Here we hit our first bump. Why are we arranging items? Why aren’t the cards different types of terrain? Why were artists Owen Gieni and Matthew Roberts instructed to draw berries and skulls and mushrooms when, given the cartographic theme, mountains and lakes and valleys would make significantly more sense? It’s a small thing, but it came up in all of my games, so maybe it isn’t that small of a thing. It’s especially odd because it’s such an easy tweak. If you’re going to make the cards items, have us organize our pack. That’s less fun than making a map, but it’s also a more realistic task. I’d play a game about two coworkers who are incredibly anal about how everything gets put away.
The goal of the game is to locate a Fort, which has to be placed somewhere within a 7×7 grid that satisfies ten rules. Each item is subject to one or two requirements, split between the three secret rules each of you have behind your player screens and the three public rules shown on the main board. These can dictate adjacencies, groupings, require two different items to always coexist within a row, that sort of thing. The setup is ingenious, if a bit fiddly. There are three sets of ten tiles, with each item represented once in each set. One set is split between the two players and used to determine their hidden rules for the game. All you do is shuffle them up and place them on your player card. A second set is split in the inverse, used to keep track of what you think your partner’s rules are. The third set is used to determine the public rules. It’s all designed so that nothing can contradict anything else, which is impressive work.

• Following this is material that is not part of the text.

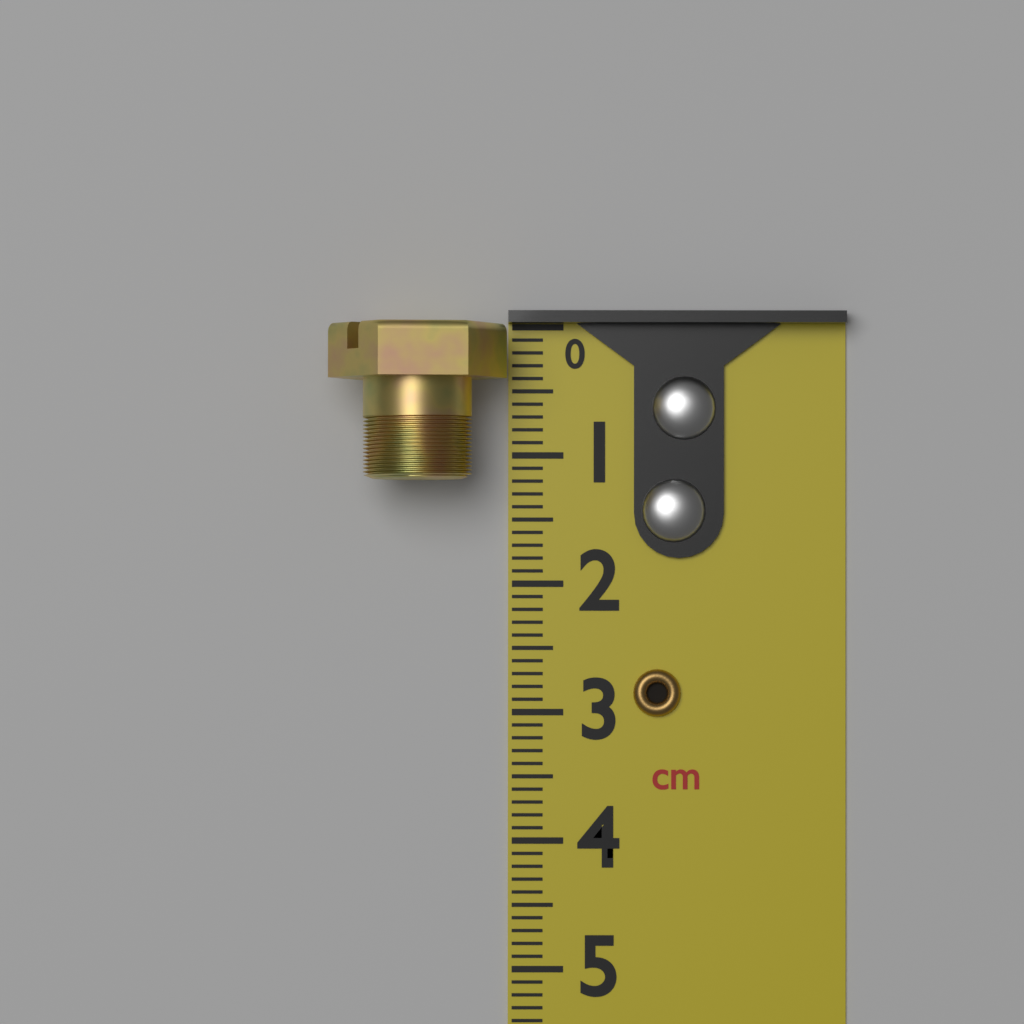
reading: 1.2 cm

Every turn, you take a card from your personal deck and place it out on the table. It is not required that every single placement follow all of the rules; in fact, given that it is possible for either player to remove a card from the table during their turn, intentionally violating a rule can be a good way of learning something. Once at least one of each item is out on the table, and once you think all of the rules have been fulfilled, the active player can place the Fort. Then you go through the tableau, one rule at a time, to make sure that everything worked out. It often won’t.

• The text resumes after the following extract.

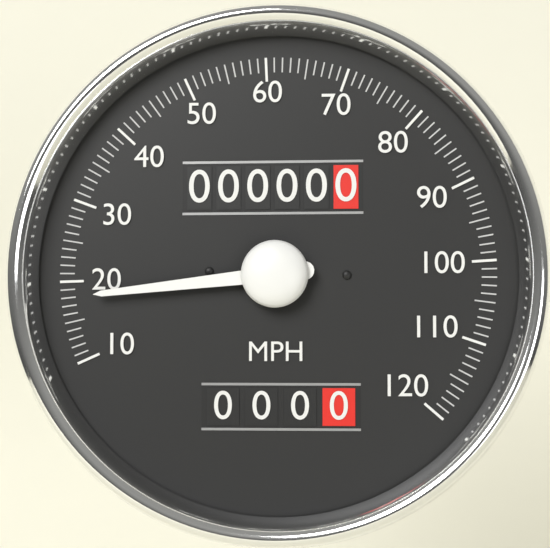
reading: 18 MPH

Here we reach the crux of the matter: Corps of Discovery Duo manages to be both too easy and too difficult, and for the wrong reasons in each direction. It is too easy because communicating your rules isn’t particularly difficult, nor is following them, provided you can keep them all in mind. There is satisfaction to be found in coordinating your actions to maintain fidelity to one rule or another, but those moments are seldom. It is more common that you’re off in your own little corner, taking your turn and putting down a tile. Cormier and Lim—wonderful designers both—have managed to create a heads-down communication game. The few times you make eye contact with your partner are when they violate what you’re pretty sure you knew and you shoot them a technically-against-the-rules-but-who’s-counting, “Really?”

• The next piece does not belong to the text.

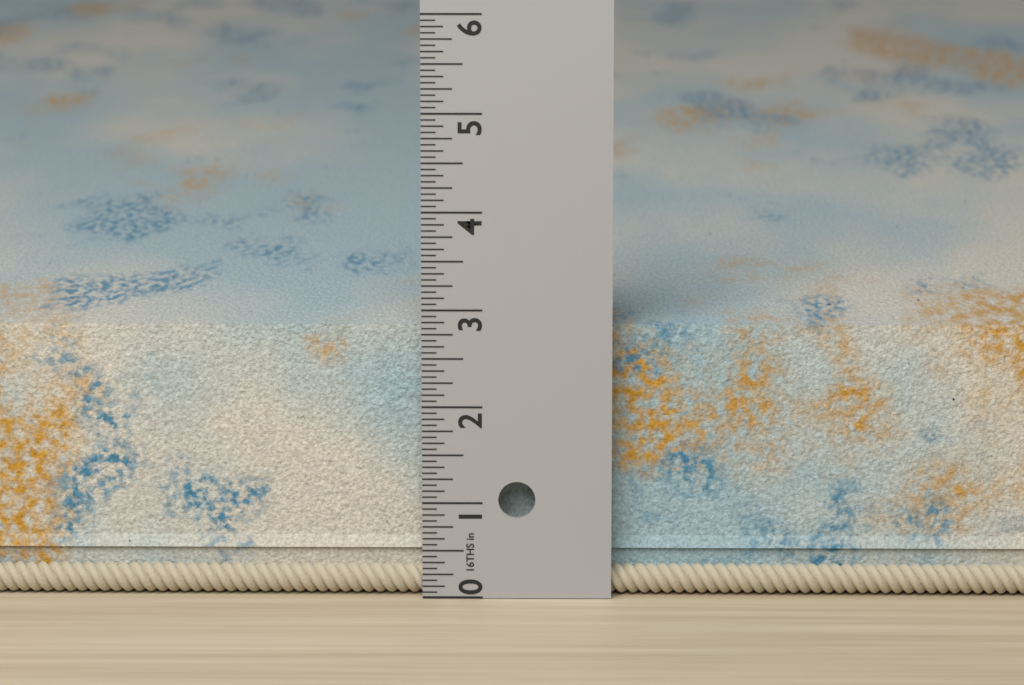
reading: 2.8750 in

Meanwhile, and paradoxically, Corps of Discovery Duo is too difficult because there is a bit too much to keep track of. There are a few too many of them. I’m happy to be asked to do something complex, and I’m happy to be asked to do something simple, but being asked to do enough of a simple thing such that it becomes complicated, that’s not my speed. The common rules give players a place to start and some shared information, but I can’t shake the feeling that they push the game into the realm of the Too Much. It is entirely possible that without them, there would be too little. Game design is hard.
I don’t think it’s a great sign that three of my first four games ended in a loss because of a misunderstood rule, even after a thorough explanation. The iconography is largely good, but it can cause some issues. One of the public rules has symbology that contradicts similar symbology on the player rules. These are the sorts of things that can be worked out as the game nears production, and if Off the Page Games is able to come up with a fix, that will probably help.
Again, what’s confusing here is that I did enjoy my time playing Corps of Discovery Duo. Successfully communicating a rule is satisfying. Realizing your partner has something seriously wrong is funny and panic-inducing. Once you both know all the rules and you’re trucking along, it hums like a fine-tuned machine. But then you find yourself double-checking a public rule for the tenth time this game, and the machine falters. Or you realize your partner fundamentally misunderstands one of their rules, so the entire game has to be scrapped. Or you place your sixth tile in a row that didn’t really matter all that much, just waiting for the game to come to its end. Corps of Discovery Duo promises great discoveries, but the terrain is a bit uneven.